200 Percent Rule Strategy



Washington investors selling a single large asset and wanting several smaller replacement properties instead often run into the three-property rule's numeric ceiling. The 200 percent rule removes the count limit and replaces it with a value limit, which changes how the identification list gets built.

How the 200 Percent Threshold Is Calculated

The rule allows identification of any number of replacement properties as long as their combined fair market value, added together on the day they are identified, does not exceed twice the fair market value of the property or properties relinquished. Unlike the three-property rule, there is no cap on how many candidates appear on the list, but a mid-list price change on a single property can push the whole schedule over the limit and disqualify the entire identification, rather than only the one property that moved.

Because of that all-or-nothing exposure, the value schedule has to be treated as a live document through day 45, not a one-time calculation done at the start of the search.

Building a Value Schedule Across Multiple Candidates

A working value schedule separates properties by role so the investor can see which pieces are essential and which are optional if the total needs to come down:

  • List each candidate's purchase price or expected offer value, updated as terms change
  • Separate primary acquisition targets from diversification or backup candidates
  • Recalculate the running total every time a price, loan assumption, or DST allocation shifts
  • Flag the property that would be dropped first if the schedule exceeds the cap
  • Confirm the final total against the relinquished sale price before the list is delivered

When the 200 Percent Rule Fits Washington Portfolios

The rule tends to fit investors diversifying a single Seattle-area sale into a mix of smaller assets across the state, such as pairing a Spokane retail property with a Kent Valley flex building and a Vancouver-area multifamily position, or combining several DST allocations with one direct purchase. It works less well for investors chasing every option that comes up during the search, since a long list of loosely priced candidates is exactly what pushes the aggregate value over 200 percent.

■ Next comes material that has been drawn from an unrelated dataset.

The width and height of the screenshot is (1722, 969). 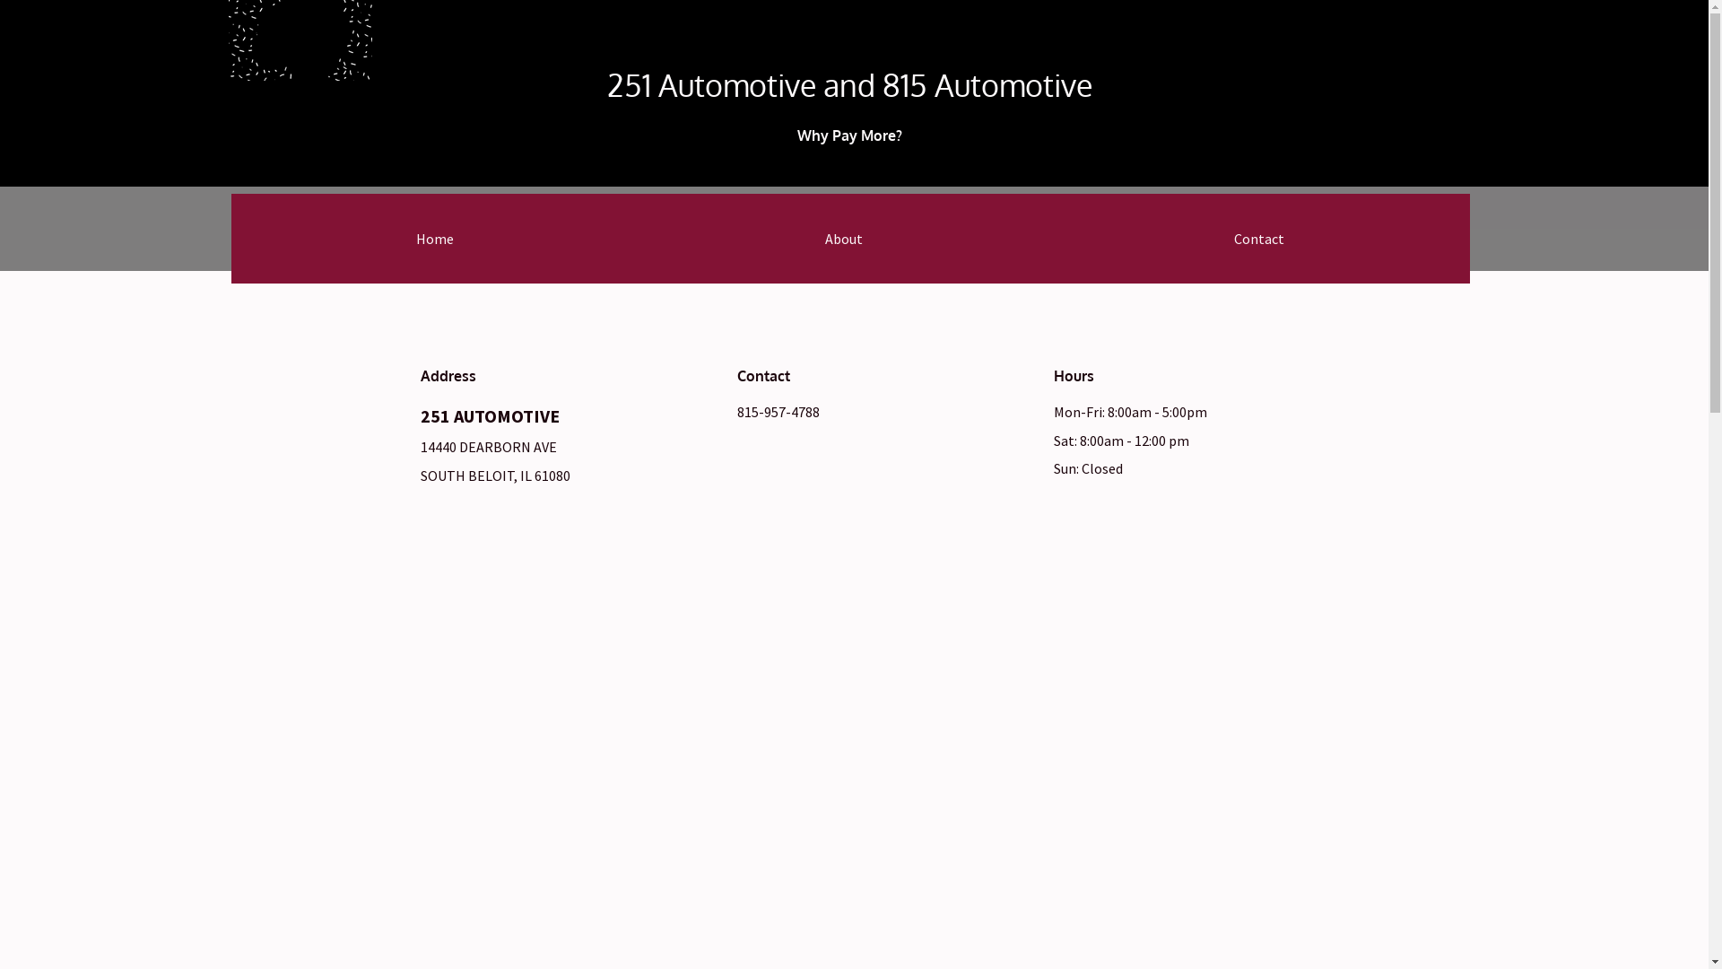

Keeping the List Inside the Cap as Terms Change

Between identification and closing, financing terms, seller counteroffers, and DST subscription amounts can all move the number. Reviewing the schedule with the intermediary and the investor's advisor before the written identification goes out, and again if any material terms shift afterward, keeps the strategy from quietly failing on a technicality the investor never noticed.

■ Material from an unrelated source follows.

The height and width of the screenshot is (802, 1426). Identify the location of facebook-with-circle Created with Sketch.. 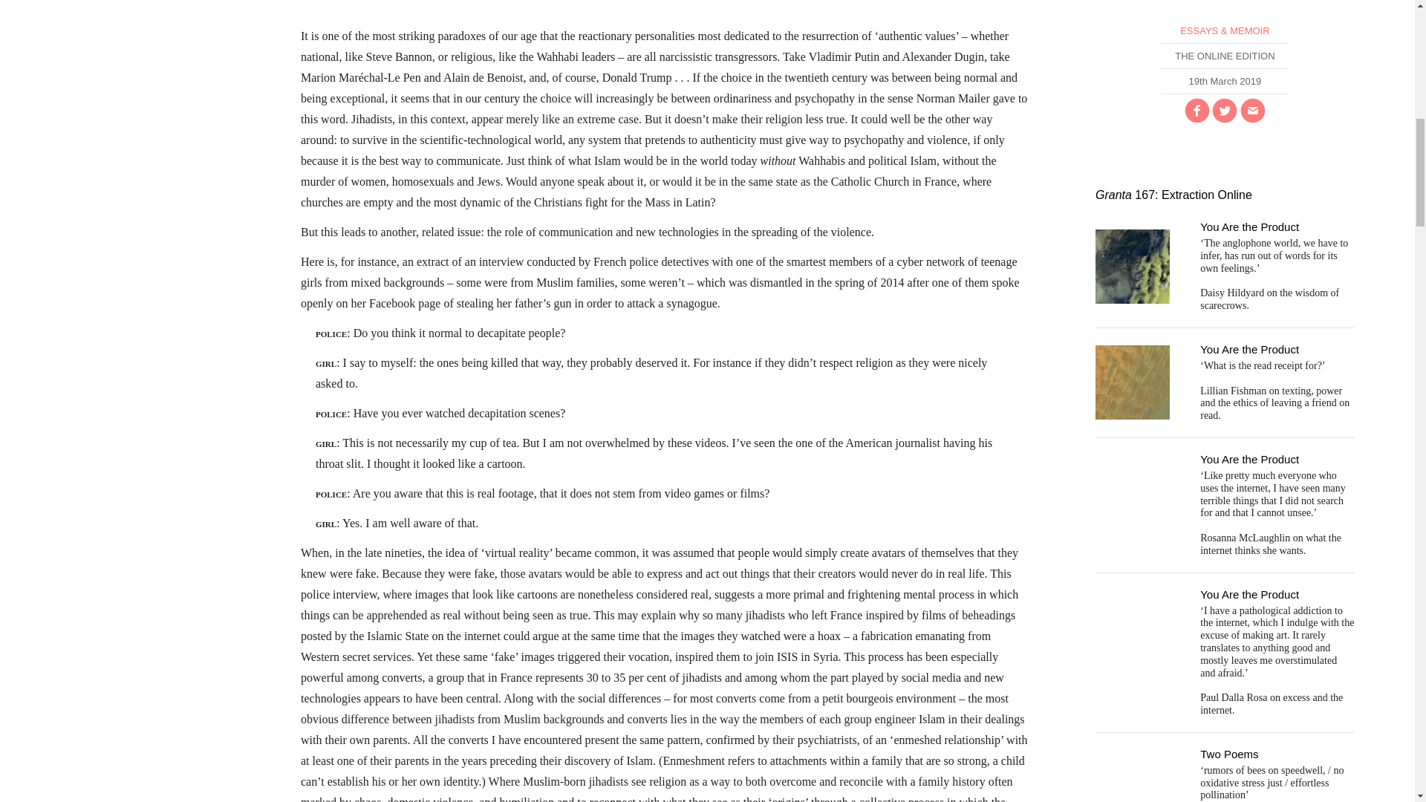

DST Allocations and the Value Cap

DST interests identified as part of a 200 percent list carry the same value-cap exposure as directly purchased property, since sponsors quote a specific offering price that functions as the identified value for that portion of the schedule. An investor pairing a Kent Valley industrial purchase with allocations across two or three DST sponsors should confirm each sponsor's current offering price before the identification notice goes out, because sponsors occasionally revise pricing between an investor's initial interest and the final subscription close.

A revision on even one allocation, especially a larger one, can move the aggregate identified value closer to the 200 percent ceiling than the schedule assumed when it was first drafted. Because DST subscriptions often close on a timeline set by the sponsor rather than the investor, confirming pricing early also reduces the odds of a late surprise forcing a rushed recalculation of the whole schedule in the final days before day 45, when there is little room left to swap in a different allocation.

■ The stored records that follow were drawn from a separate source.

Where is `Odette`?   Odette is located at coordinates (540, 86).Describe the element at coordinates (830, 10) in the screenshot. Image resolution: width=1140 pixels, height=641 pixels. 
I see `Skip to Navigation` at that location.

The same drift risk applies to a list built from several smaller direct properties gathered opportunistically during the search. A schedule with three or four modest assets alongside one larger anchor purchase can creep over the cap quietly if each smaller deal edges up in price during negotiation, since no single change looks significant on its own. Reviewing the running total after every offer update, rather than only when a property is finally under contract, catches that kind of gradual drift before it becomes a last-minute problem on day 45, when there is no time left to drop a property from the list without reworking the whole strategy.

Common 1031 Exchange Questions

Is there a limit on how many properties I can identify under the 200 percent rule?

No numeric limit applies. The only constraint is that the combined fair market value of everything identified cannot exceed 200 percent of what was sold. An investor could identify ten properties or two, as long as the total stays under that ceiling.

What happens if my identified list slightly exceeds 200 percent by closing?

The measurement date is when the properties are identified, not when they close, but if the identification itself already exceeds the cap, the exchange can lose its protection for improperly identified property. Keeping a buffer below the exact limit is the safer approach.

Can I combine the 200 percent rule with direct property and DST interests?

Yes. DST interests are valued the same way as direct property for identification purposes, so a blended list of direct assets and DST allocations is common under this rule as long as the aggregate value test is satisfied.

Do I have to acquire everything on a 200 percent identification list?

No. Unlike the 95 percent rule, there is no requirement to close on any particular share of what was identified under the 200 percent rule. Investors can acquire fewer properties than they listed.

Should I use the three-property rule instead if I only have a few targets?

If three or fewer properties cover the intended replacement value, the three-property rule is usually simpler because it removes the value-cap tracking entirely. The 200 percent rule earns its complexity when an investor genuinely needs more than three options.